Cactus Roots Grow Deep


Cactus in the desert can have wide spreading shallow roots. But what about in wetter areas like here, this winter?

Cactus Museum has this to say.

Roots: Cactus roots help to gather and preserve water in several ways. In some cacti, shallow, extensive root systems spread laterally away from the plant (e.g. some prickly pear roots spread 10 to 15 feet away). In brief showers which only wet a few inches of soil, the shallow roots help the plant maximize water intake from a large area.

cactus_roots

Cactus roots also change characteristics as the water supply fluctuates. After a rainfall, existing dehydrated roots become more water conductive and new rain roots are formed to help soak up water. In times of drought, the rain roots shrivel and fall off and the existing roots dehydrate. The shrinkage of the existing roots creates an air gap that helps to prevent water in the roots from escaping back to the soil. A corky layer on the roots also helps to prevent water loss.

Now that may be true in the desert, but we have found in a densely planted garden where there is water down in the (fast-draining) soil (that you’ve added or amended in your garden), the roots can be deeper. Competition between adjacent plants will cause roots to try deeper than wider, and when they find water down there, which they won’t in the desert but they will in your garden, they’ll want to stay down there.

In fact, we notice that they will go down until they hit the water table in winter, and then they’ll rot off back up to the drier parts of the soil, which also tends to match up with the depth to which you amended your soil to make it faster draining.
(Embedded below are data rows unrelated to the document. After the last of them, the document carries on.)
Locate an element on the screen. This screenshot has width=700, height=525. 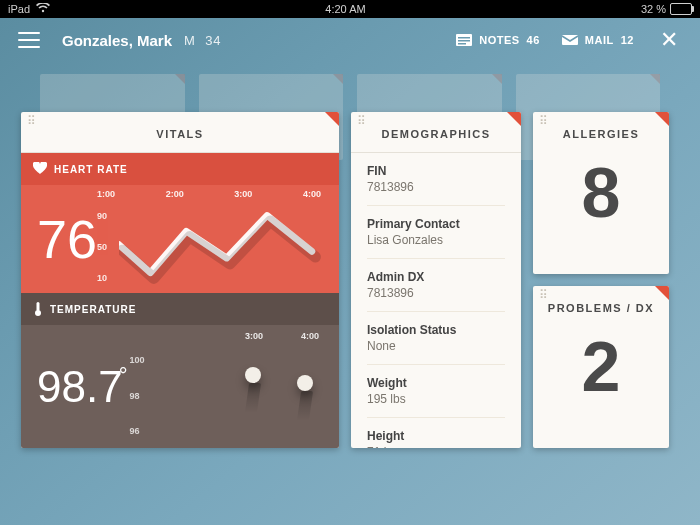
allergies-card: ⠿ ALLERGIES 8 is located at coordinates (601, 193).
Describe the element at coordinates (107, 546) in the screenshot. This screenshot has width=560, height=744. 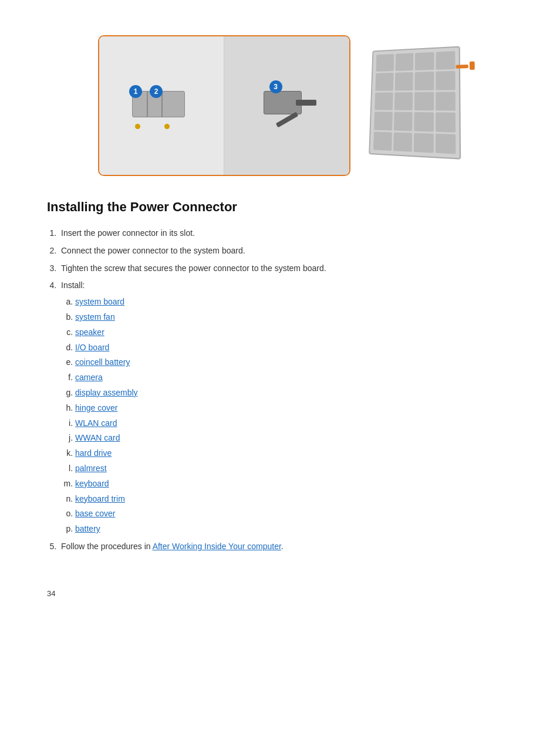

This will then cause them to spend the early part of spring growing new roots before they start growing new branches. Every year this cycle repeats, and if you haven’t amended your soil deep enough, then eventually the cactus will fail.

The Lesson: make sure you have amended your soil to be fast draining deep enough that the roots will have plenty of depth to establish and survive the winters. For larger cactus, we recommend at least 2 feet of depth, and don’t crowd them too close to each other either. Give the roots room to grow above the winter water table.